Detox

Does Cannabis Actually Help With Sleep? Experts Say It Isn’t Risk-Free

We’re still a long way from fully understanding how weed impacts our sleep.

by Elana Spivack
Updated: 
Originally Published: 
Cavan Images / José Antonio Luque Olmedo/Cavan/Getty Images
Detox

Sleep — something all humans need — can be surprisingly elusive. In 2022, the global sleep aids market was valued at $78 billion. Whether it comes in the form of a drug, a tea, a new regimen, or something else, there are many products that claim to help you get a better night’s rest.

In recent years, many people have come to stand by cannabis as a solid sleep aid. While we know which receptors cannabis acts on in the brain, we still don’t know the biological mechanisms behind how it impacts sleep, experts say.

“It is safe to say that current research in no way answers the question of how cannabis impacts sleep,” Fiona Barwick, a behavioral psychiatry professor at Stanford University and director of the Sleep and Circadian Health Program, writes to Inverse.

But it's clear many people find it helpful.

This is especially true for those who live with chronic pain, as this substance seems to be an effective way to get some needed shut-eye. But as with everything, risks come with using cannabis to drift off. While there are far more questions than answers about how cannabis impacts our health, including sleep, it’s worth understanding the potential risks that come with using weed to snooze.

“It is safe to say that current research in no way answers the question of how cannabis impacts sleep”

You might develop a tolerance

“Any substance used regularly — whether alcohol, tobacco, cannabis, or prescription sleep aids — changes the brain,” Barwick says. This change often entails reduced sensitivity to the substance to maintain a constant functional baseline in the brain. In other words, you develop a higher tolerance to this substance. “Over time, this leads to reduced effectiveness, which often leads people to increase the amount of the substance they’re using.”

You’ll need higher doses to reach the point that lets you drift off to sleep. The great sleep you initially got from 2 milligrams of THC might require 5 milligrams after a few weeks, especially if you use it every day. We don’t have a clear idea, however, of how long tolerance takes to build because it varies depending on the cannabis strain, method of ingestion, and your unique brain chemistry. Tolerance also manifests differently in everyone, according to Karim Ladha, an anesthesiology professor at the University of Toronto. “We've seen people unable to tolerate even doses of five milligrams, and we've seen patients who feel absolutely nothing at 20 milligrams,” he tells Inverse.

Building up a tolerance could also mean you might find yourself using more products at once, so you need to buy them more frequently, or you start buying more expensive, higher-dose products. This is one sleep aid that can be prohibitively expensive. Cannabis products “can sometimes run you hundreds of dollars a month, and a lot of patients can't do that,” Ladha says.

And as tolerance builds, sleep quality can change.

You might sleep worse in the long run

Some immediately feel sleep relief from cannabis, making it an appealing option in the short term. “When used initially, cannabis appears to increase the amount of deep sleep somewhat, as well as reduce wakefulness at night, which is how people start using it as a nightly sleep aid,” Barwick writes. “At the same time, it suppresses our rapid eye movement [REM] or dream sleep, which is important for consolidating what we learn during the day and regulating our emotions.”

Tolerance also impacts sleep. “Over time, however, as tolerance increases, the percentage of deep sleep declines and the amount of time awake at night increases, especially with THC, leading to poorer sleep over the long term,” Barwick writes to Inverse. If you stop cold turkey, then your insomnia could be even worse than it was before, she writes. Ryan Vandrey, a behavioral pharmacologist at Johns Hopkins University, adds that forgoing weed after building a tolerance might also lead to unusually intense, vivid dreams.

You might experience dependence and withdrawal

If high doses of cannabis become part of your nightly bedtime routine, you run a higher risk of becoming dependent on it. As Ladha explains regarding tolerance, exactly what constitutes a high dose can vary for everyone.

After using it daily for months, stopping use can result in withdrawal effects like insomnia, irritability, tremors, nausea, depression, anxiety, and others. It could take up to three weeks for withdrawal effects to resolve on their own. This is, in part, why regularly consuming cannabis is high risk. At this point, you depend on cannabis not just to feel a certain way but to actively stave off the effects of withdrawal.

“What ends up happening is as you develop tolerance to it and use it on a daily basis for an extended period of time,” Vandrey says, “then stopping use can result in withdrawal effects.”

The bottom line, however, is that we’re still missing a lot when it comes to scientific knowledge about cannabis and sleep. “It is safe to say that current research in no way answers the question of how cannabis impacts sleep,” Barwick writes.

Vandrey recognizes the benefits and risks of using cannabis for sleep. From a research perspective, he just wants to see more evidence. “The current science doesn’t support people going to use [cannabis] as a first-line medication for sleep problems,” Vandrey says.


Where the data below has the string "Argentina", return the whole line.
Top of Data in this exercise
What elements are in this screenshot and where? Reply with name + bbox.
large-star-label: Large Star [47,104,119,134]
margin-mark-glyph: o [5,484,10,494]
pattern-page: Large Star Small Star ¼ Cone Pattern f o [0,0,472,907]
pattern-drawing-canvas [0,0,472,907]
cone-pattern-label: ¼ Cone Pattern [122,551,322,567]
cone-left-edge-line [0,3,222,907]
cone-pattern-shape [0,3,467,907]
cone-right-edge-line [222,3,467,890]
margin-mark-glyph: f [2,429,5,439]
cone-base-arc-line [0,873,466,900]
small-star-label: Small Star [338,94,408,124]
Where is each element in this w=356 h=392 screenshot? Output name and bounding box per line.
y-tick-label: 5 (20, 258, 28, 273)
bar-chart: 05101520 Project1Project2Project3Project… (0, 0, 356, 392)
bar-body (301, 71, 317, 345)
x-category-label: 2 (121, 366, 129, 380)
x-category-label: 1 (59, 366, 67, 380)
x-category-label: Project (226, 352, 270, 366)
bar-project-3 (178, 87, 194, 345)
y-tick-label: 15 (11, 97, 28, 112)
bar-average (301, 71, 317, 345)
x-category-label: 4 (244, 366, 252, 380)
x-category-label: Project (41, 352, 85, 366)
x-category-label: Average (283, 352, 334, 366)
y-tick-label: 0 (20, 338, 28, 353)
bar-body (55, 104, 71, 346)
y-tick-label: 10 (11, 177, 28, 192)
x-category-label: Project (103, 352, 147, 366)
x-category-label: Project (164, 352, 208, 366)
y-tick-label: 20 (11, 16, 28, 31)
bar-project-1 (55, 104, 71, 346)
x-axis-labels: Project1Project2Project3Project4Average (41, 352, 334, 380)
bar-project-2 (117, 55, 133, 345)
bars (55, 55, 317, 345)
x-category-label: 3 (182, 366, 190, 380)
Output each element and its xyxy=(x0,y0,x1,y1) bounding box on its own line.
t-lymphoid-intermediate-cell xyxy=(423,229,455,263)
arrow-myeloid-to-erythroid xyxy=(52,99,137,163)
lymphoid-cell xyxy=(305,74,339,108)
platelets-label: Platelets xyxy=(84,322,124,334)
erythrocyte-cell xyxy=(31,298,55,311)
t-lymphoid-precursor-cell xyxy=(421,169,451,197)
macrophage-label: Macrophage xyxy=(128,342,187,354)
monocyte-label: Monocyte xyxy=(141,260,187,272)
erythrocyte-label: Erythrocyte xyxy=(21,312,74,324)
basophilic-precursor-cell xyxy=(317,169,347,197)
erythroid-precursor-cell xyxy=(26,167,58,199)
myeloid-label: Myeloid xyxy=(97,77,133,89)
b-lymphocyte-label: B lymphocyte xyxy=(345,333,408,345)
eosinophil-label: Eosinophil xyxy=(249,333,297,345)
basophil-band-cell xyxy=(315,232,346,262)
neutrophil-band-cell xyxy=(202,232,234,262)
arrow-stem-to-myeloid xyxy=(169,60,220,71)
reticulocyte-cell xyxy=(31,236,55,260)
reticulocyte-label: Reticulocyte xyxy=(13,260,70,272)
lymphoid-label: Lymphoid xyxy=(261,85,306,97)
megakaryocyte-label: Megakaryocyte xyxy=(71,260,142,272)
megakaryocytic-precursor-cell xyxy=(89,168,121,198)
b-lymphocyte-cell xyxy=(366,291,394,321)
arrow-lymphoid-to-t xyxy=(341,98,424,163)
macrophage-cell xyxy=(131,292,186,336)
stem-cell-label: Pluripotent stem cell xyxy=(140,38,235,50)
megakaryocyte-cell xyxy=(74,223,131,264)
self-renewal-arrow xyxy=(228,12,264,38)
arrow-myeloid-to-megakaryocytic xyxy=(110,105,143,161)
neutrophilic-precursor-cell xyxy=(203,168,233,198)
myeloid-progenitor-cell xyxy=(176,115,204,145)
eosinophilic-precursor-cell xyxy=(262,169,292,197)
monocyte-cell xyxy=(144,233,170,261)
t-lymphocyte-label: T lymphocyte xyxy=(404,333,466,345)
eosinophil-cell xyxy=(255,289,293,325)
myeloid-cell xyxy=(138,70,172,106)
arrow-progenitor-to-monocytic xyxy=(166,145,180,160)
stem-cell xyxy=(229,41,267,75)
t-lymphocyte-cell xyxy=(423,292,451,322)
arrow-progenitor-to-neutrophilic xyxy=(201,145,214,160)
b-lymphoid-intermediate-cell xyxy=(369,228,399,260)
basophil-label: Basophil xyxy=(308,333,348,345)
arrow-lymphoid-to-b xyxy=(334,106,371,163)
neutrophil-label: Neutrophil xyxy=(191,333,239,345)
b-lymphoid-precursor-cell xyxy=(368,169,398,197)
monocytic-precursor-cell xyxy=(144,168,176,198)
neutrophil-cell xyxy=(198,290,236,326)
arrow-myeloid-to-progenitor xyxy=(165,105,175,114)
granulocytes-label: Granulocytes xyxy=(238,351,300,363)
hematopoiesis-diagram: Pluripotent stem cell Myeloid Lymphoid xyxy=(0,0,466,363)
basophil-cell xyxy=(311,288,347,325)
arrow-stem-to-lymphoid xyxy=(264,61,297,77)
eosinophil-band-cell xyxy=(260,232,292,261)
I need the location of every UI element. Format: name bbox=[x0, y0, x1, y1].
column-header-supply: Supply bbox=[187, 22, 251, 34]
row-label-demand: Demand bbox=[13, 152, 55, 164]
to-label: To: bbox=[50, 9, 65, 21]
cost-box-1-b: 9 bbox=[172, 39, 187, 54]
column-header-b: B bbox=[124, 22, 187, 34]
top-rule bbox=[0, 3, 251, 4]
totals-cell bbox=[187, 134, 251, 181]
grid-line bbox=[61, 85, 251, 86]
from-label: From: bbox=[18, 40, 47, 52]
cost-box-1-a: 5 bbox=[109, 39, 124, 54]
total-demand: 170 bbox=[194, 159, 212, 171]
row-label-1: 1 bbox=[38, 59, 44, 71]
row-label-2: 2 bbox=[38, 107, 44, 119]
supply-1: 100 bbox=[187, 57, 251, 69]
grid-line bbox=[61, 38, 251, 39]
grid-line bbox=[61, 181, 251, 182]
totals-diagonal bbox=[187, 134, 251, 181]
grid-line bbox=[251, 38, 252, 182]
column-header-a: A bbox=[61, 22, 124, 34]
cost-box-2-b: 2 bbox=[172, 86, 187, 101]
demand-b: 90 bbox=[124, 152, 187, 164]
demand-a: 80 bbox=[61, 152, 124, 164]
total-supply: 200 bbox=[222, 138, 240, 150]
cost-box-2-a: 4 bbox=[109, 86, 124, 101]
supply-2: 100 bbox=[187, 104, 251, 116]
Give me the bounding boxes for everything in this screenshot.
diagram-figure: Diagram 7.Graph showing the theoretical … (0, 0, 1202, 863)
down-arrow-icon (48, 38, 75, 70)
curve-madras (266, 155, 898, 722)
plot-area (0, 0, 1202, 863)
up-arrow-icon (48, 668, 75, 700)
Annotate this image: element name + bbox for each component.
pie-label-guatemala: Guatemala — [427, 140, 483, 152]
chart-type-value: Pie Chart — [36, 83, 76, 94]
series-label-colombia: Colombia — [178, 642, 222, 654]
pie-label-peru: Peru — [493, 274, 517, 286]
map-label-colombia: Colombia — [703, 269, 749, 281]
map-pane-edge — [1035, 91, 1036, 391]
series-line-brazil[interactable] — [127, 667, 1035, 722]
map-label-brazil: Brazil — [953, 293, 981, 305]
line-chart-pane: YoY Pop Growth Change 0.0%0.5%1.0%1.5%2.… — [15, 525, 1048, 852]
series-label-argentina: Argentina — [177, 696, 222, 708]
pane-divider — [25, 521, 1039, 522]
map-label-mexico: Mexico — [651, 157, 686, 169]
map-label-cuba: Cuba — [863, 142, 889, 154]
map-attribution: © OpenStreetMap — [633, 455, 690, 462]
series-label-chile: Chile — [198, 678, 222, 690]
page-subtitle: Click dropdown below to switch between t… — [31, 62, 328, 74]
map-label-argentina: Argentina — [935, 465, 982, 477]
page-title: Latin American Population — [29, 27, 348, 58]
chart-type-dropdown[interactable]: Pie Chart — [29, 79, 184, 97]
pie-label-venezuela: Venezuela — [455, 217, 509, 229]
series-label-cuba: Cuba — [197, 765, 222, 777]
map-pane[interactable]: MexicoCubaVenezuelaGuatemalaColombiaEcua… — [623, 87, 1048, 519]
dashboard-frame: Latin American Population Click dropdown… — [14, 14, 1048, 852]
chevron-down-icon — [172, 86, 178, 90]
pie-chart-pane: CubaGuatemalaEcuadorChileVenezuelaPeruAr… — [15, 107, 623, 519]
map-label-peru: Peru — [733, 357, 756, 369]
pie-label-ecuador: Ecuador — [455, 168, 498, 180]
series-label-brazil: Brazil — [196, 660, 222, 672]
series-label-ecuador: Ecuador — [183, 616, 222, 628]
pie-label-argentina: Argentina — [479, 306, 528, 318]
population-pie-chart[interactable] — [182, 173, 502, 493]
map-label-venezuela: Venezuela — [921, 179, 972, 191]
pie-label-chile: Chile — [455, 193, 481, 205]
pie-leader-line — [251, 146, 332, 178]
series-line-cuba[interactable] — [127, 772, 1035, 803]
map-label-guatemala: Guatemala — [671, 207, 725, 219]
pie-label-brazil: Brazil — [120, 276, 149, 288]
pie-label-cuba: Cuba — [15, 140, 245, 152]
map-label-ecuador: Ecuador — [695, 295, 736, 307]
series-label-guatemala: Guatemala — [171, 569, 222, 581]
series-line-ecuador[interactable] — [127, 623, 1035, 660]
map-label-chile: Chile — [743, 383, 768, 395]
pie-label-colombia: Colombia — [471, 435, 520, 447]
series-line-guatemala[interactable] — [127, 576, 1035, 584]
Bottom of Data in this exercise
## Response box
series-label-argentina: Argentina — [177, 696, 222, 708]
map-label-argentina: Argentina — [935, 465, 982, 477]
pie-label-argentina: Argentina — [479, 306, 528, 318]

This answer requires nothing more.